Maura Healey Concerned Wind Energy Is Getting Too Expensive

Printed from: https://newbostonpost.com/2023/09/19/maura-healey-concerned-wind-energy-is-getting-too-expensive/

By Colin Young
State House News Service

Governor Maura Healey was one of six East Coast governors to sign a letter to President Joe Biden last week, urging him to take three specific steps to make it easier for states like Massachusetts to move forward with offshore wind projects that are becoming more expensive for utility customers but are essential to meeting the climate goals the states and federal government have set.

The governors, whose states are all looking to bring cleaner energy generation sources like offshore wind onto the grid as parts of their strategies for meeting their own climate goals, specifically asked for updated guidance from the U.S. Treasury and Internal Revenue Service around tax credits for offshore wind projects, for the federal government to share some offshore wind lease area revenue with states, and for expedited and streamlined permitting processes for offshore wind projects.

Biden has set a national goal of building 30 gigawatts of offshore wind power by 2030, but the governors pointed out that “100% of the commitments to build offshore wind in the U.S. to date” have come about as a result of state procurements and that the projects are “secured by contracts backed by States’ ratepayers.”

“Unfortunately, inflationary pressures, Russia’s invasion of Ukraine, and the lingering supply chain disruptions resulting from the COVID-19 pandemic have created extraordinary economic challenges that threaten to reverse these offshore wind gains. Instead of continued price declines, offshore wind faces cost increases in orders of magnitude that threaten States’ ability to make purchasing decisions. These pressures are affecting not only procurements of new offshore wind but, critically, previously procured projects already in the pipeline,” Healey, Connecticut Governor Ned Lamont, Maryland Governor Wes Moore, New Jersey Governor Phil Murphy, New York Governor Kathy Hochul, and Rhode Island Governor Dan McKee wrote on Wednesday, September 13. “Absent intervention, these near-term projects are increasingly at risk of failing. Without federal action, offshore wind deployment in the U.S. is at serious risk of stalling because States’ ratepayers may be unable to absorb these significant new costs alone.”

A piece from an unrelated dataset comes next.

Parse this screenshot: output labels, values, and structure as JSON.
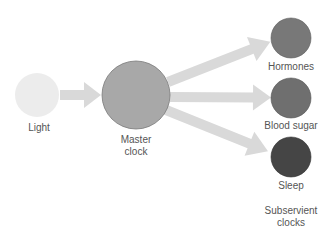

Through the state’s first three procurement rounds, Massachusetts utilities chose and state officials approved offshore wind projects totaling 3,200 megawatts of capacity. But developers behind both wind projects selected in Massachusetts’s last round of offshore wind procurement said that shifting economic conditions made their projects no longer financially viable at the prices they previously negotiated and have either secured or are seeking approval to terminate the contracts they signed.

Developers Commonwealth Wind and SouthCoast Wind have both suggested they may rebid their projects with higher prices in the next procurement round. Massachusetts has also scrapped the price cap that previously required each subsequent offshore wind project deliver power at a price cheaper than the project before it.

The state’s first project, the 800-megawatt Vineyard Wind 1, is expected to begin generating some power next month and to be fully operational by next summer. It could be the only offshore wind project to deliver cleaner power to Massachusetts until 2028.